Wednesday, 3 January 2024

Review: Cleek: the Man of the Forty Faces

Cleek: the Man of the Forty Faces Cleek: the Man of the Forty Faces by Thomas W. Hanshew
My rating: 4 of 5 stars

This was a recommendation from my wife, who listens to a lot of older books on Librevox.

Cleek is a classic pulp hero: he has an unlikely power, which is to be able to reshape his face without using makeup or prosthetics so that he can look completely different (and can even look like other people, presumably with a bit of extra work on wigs, false moustaches, clothes, padding and so forth, though this isn't really gone into). At the start of the book, he's using this ability, and his considerable intelligence, to commit crimes, but he meets a woman, falls for her, and determines to reform.

Based on Cleek's bare, unsupported word and apparently on his own authority, a Scotland Yard inspector accepts that this notorious criminal is setting out to reform and gives him a position as a detective that appears to be semi-official; he doesn't seem to be a regular member of the force, but he's offered cases and has an ID that the police recognize. Even though he was well known, under the same name, as a criminal to both the police and the newspapers, after his reformation those same police and newspapers celebrate him as a detective; he doesn't appear to suffer any public consequences for his past crimes (it turns out that he is using any money he earns to compensate his victims, but he does this secretly).

There's a reveal about his background at the end of the book that plays into a trope I dislike. (view spoiler) Also, the author is increasingly vague about details the further east of Suffolk he gets; his fictional European country is French-speaking but has Eastern European elements, his Sri Lankan Sinhalese people speak Hindustani rather than Sinhala and their Buddhism feels like a mishmash of what a not-very-well-informed English person would know about Hinduism and Islam, and a devout Turkish Muslim woman twice refers to her "gods," even though strict monotheism is one of the most famous tenets of Islam. (view spoiler)

All of this kept the book out of the Silver tier of my recommendation list, but it's still a ripping pulp adventure, full of larger-than-life characters, tension, drama and dastardly plots cleverly detected. The plots do tend to have a certain sameness about them, in that they are frequently about gaining money through inheritance, but not all of them are like that, and even within that formula there's variation.

With more pleasant characters (for my taste) than Raffles, though not as well written as Arsene Lupin, these stories are worth a read if you're willing to go along with the pulpiness and just enjoy the ride.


» **Task to complete**:
Each line of the records below that holds "mode" should be returned.

» **Data under study**:
======

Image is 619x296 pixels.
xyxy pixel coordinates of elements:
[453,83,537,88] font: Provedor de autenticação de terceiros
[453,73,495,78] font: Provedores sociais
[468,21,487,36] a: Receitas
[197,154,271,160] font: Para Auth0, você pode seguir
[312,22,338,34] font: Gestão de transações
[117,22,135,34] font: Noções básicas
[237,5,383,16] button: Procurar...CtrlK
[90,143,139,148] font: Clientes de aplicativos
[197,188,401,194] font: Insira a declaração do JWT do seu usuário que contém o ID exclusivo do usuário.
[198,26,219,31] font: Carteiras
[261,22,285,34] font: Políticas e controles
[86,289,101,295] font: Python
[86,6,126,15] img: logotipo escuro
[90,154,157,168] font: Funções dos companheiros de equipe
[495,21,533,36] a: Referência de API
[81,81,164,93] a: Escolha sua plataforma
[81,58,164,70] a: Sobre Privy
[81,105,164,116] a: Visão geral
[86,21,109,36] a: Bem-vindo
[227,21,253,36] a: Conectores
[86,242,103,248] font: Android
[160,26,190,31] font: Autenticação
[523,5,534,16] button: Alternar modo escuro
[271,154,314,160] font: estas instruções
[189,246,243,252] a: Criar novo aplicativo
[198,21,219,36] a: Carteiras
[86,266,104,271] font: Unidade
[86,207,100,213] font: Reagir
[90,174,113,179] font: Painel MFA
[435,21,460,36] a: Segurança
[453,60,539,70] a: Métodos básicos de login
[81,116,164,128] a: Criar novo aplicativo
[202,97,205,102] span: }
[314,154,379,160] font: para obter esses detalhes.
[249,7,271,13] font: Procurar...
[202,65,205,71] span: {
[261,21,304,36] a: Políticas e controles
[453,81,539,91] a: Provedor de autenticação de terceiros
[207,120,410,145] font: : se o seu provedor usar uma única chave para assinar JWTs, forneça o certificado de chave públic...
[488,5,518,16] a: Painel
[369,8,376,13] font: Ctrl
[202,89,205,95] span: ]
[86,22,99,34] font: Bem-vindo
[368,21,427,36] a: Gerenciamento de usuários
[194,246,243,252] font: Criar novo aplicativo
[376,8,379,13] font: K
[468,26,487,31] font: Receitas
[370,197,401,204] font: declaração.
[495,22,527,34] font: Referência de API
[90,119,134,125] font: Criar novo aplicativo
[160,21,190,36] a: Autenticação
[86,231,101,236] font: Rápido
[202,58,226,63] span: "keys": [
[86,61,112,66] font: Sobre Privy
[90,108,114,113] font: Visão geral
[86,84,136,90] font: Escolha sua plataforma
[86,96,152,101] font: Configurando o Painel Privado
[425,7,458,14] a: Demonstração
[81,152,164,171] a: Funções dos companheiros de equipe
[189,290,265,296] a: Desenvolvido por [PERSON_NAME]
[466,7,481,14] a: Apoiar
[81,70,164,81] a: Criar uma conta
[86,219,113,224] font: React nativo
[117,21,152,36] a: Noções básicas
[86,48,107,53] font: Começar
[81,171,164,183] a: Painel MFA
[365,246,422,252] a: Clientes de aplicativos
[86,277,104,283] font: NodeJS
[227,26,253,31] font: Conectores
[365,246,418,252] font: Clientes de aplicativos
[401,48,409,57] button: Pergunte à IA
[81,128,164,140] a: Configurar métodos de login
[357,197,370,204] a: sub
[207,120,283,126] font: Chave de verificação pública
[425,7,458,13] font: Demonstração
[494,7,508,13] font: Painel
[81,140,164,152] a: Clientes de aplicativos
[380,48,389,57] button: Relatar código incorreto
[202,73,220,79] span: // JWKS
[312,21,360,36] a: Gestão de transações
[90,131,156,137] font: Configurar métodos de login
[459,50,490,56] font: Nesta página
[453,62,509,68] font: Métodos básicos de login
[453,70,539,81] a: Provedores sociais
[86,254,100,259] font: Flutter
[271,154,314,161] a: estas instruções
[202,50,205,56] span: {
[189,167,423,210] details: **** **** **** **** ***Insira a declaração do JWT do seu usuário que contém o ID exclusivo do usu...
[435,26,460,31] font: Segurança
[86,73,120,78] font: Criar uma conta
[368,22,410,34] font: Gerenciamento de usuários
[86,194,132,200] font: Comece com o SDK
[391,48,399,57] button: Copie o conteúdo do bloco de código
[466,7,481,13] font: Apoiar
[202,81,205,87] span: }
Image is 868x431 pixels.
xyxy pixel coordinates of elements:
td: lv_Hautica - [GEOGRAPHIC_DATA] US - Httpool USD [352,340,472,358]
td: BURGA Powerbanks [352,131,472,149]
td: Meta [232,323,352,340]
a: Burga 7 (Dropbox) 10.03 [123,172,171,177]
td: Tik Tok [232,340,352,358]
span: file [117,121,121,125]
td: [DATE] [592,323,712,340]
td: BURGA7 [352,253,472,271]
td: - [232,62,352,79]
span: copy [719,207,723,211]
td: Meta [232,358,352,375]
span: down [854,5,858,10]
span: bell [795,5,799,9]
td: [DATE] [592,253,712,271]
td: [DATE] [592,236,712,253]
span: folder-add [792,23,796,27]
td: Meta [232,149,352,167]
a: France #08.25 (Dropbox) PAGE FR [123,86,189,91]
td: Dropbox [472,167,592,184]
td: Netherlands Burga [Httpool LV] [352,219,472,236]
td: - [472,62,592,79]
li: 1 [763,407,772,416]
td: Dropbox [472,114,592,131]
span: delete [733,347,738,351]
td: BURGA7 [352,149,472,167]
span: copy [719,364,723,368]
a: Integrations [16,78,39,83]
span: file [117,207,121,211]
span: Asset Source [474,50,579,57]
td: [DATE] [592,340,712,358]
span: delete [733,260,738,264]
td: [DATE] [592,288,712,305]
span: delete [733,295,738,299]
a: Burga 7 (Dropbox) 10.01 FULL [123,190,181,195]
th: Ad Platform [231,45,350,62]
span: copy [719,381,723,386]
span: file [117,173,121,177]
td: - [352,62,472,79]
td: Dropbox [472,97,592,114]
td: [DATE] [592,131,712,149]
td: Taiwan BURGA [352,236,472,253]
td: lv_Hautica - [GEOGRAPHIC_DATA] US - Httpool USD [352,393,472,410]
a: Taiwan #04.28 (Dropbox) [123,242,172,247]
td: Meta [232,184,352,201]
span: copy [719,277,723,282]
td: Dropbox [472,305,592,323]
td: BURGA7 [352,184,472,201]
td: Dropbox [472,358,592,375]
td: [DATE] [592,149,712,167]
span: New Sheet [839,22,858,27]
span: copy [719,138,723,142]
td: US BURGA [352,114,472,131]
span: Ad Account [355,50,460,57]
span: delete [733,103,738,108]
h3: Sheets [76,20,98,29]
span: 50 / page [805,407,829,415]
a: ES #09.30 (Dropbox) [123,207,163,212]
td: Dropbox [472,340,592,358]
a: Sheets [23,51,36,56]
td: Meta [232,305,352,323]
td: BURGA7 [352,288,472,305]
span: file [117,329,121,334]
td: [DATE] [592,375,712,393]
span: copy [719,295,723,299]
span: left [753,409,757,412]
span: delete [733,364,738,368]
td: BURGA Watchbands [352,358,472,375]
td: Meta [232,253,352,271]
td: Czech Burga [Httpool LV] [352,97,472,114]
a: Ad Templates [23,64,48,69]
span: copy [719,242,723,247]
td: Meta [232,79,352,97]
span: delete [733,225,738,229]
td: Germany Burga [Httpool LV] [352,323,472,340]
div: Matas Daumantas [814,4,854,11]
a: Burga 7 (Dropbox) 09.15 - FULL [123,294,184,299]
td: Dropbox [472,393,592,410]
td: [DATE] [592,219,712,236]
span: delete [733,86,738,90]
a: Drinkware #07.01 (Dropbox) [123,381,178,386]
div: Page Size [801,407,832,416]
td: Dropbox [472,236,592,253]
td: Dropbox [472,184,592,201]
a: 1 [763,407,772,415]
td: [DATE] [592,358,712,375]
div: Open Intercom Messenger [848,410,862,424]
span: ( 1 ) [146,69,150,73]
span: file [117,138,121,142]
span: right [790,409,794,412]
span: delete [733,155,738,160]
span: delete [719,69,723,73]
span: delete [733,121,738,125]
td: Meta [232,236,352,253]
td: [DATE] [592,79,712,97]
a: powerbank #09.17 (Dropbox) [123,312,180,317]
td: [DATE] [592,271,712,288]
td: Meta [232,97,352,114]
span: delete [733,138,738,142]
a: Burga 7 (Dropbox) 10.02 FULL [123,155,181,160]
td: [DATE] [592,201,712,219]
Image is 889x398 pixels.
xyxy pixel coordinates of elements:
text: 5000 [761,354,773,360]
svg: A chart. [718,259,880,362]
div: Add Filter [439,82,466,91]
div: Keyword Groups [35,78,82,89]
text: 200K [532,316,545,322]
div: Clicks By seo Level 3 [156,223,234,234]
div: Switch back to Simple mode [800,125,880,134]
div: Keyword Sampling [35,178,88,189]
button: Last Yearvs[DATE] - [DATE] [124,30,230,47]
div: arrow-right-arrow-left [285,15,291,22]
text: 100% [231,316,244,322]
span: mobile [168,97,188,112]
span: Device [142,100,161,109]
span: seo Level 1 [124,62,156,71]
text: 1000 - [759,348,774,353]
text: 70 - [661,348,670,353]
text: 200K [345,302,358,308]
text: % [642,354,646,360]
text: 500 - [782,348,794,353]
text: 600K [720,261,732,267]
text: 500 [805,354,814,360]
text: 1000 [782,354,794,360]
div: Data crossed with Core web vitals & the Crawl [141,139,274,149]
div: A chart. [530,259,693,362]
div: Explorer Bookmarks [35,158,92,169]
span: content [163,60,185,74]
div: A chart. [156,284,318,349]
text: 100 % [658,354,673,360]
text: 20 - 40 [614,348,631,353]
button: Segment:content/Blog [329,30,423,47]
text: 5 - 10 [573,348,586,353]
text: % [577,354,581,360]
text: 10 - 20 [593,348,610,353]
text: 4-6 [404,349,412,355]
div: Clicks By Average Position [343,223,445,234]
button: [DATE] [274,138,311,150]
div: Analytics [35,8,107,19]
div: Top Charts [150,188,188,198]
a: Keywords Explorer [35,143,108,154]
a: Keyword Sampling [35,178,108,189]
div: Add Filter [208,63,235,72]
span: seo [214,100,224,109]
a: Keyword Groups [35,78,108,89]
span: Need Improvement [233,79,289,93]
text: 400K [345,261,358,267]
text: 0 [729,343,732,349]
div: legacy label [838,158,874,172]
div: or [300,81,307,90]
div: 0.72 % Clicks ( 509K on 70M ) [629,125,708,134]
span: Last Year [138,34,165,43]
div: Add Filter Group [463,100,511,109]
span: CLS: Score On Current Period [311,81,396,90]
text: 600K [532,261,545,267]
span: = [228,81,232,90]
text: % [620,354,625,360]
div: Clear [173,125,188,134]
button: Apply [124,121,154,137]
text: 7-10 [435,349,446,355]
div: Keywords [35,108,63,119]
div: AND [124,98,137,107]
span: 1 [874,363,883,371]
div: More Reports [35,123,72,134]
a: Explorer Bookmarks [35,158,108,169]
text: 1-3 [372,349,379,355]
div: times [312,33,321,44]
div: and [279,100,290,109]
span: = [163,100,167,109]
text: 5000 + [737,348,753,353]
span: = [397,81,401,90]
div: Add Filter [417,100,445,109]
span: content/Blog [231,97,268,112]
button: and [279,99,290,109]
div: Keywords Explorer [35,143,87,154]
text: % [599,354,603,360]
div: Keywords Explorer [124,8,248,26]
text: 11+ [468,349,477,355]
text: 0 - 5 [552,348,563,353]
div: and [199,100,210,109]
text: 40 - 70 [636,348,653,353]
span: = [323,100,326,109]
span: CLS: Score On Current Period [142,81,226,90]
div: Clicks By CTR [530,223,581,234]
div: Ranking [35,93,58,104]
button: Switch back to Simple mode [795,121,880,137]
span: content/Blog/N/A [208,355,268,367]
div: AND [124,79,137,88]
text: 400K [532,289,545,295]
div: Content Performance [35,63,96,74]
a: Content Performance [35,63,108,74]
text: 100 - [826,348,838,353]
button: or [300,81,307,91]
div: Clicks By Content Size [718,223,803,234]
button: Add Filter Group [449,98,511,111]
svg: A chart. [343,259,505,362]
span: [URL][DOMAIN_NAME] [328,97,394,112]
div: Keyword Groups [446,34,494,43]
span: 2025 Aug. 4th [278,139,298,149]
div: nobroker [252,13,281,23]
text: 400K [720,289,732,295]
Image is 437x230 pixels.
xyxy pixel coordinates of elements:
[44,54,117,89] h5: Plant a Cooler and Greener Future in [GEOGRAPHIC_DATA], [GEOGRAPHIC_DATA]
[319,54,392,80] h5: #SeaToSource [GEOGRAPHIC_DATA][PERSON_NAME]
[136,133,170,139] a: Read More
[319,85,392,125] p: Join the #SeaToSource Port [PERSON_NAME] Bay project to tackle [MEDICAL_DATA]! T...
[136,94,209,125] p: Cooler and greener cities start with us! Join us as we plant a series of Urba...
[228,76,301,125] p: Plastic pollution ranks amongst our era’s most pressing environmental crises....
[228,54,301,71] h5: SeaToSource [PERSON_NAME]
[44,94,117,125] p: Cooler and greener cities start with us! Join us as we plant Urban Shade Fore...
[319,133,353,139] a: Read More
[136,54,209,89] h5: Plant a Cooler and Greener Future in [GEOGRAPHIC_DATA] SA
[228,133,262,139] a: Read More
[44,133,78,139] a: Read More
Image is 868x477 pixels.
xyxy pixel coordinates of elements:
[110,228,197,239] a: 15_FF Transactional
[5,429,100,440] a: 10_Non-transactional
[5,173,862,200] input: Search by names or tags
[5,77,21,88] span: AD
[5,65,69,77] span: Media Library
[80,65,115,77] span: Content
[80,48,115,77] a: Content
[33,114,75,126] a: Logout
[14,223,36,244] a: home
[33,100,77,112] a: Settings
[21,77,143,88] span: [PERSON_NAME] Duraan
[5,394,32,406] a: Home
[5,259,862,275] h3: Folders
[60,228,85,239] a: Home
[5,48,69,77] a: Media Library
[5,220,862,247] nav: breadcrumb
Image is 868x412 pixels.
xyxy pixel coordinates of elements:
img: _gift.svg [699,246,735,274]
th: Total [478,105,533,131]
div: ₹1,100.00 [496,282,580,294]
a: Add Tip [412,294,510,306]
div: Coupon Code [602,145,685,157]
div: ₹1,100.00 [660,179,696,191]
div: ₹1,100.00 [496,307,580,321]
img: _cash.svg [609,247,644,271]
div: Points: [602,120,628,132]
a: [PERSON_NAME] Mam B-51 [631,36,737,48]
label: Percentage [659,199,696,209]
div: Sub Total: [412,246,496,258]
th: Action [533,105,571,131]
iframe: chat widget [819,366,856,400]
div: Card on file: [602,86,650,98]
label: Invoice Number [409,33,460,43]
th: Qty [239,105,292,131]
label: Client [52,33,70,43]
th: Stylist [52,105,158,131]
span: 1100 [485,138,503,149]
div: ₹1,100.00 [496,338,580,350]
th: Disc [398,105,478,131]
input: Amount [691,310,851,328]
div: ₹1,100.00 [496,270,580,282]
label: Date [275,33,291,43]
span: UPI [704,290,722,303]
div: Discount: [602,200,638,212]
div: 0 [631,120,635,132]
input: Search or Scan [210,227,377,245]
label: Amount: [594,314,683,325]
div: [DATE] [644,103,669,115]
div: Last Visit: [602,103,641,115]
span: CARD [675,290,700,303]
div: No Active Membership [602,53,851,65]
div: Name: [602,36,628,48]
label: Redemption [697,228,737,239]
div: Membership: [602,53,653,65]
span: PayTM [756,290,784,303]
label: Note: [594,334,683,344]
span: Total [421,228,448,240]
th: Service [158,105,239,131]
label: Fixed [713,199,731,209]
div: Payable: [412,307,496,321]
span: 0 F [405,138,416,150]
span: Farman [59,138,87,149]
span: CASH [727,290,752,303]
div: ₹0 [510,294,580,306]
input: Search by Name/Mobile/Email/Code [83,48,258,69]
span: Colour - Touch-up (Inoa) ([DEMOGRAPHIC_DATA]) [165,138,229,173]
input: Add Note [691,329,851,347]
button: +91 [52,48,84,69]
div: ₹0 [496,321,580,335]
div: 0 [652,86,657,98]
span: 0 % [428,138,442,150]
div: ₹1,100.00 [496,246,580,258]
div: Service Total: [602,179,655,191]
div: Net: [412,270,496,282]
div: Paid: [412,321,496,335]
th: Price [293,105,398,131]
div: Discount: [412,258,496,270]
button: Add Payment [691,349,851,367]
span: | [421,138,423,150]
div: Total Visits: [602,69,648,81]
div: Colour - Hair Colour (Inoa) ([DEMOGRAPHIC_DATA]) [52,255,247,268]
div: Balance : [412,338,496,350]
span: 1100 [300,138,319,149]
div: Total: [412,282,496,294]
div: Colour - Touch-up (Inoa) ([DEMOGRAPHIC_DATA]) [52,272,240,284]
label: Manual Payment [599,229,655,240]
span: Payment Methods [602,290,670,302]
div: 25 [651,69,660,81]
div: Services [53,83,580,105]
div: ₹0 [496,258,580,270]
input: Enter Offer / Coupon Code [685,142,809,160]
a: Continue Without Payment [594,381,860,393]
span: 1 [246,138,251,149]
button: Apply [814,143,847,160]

======

» **Response**:
div: Switch back to Simple mode [800,125,880,134]
button: Switch back to Simple mode [795,121,880,137]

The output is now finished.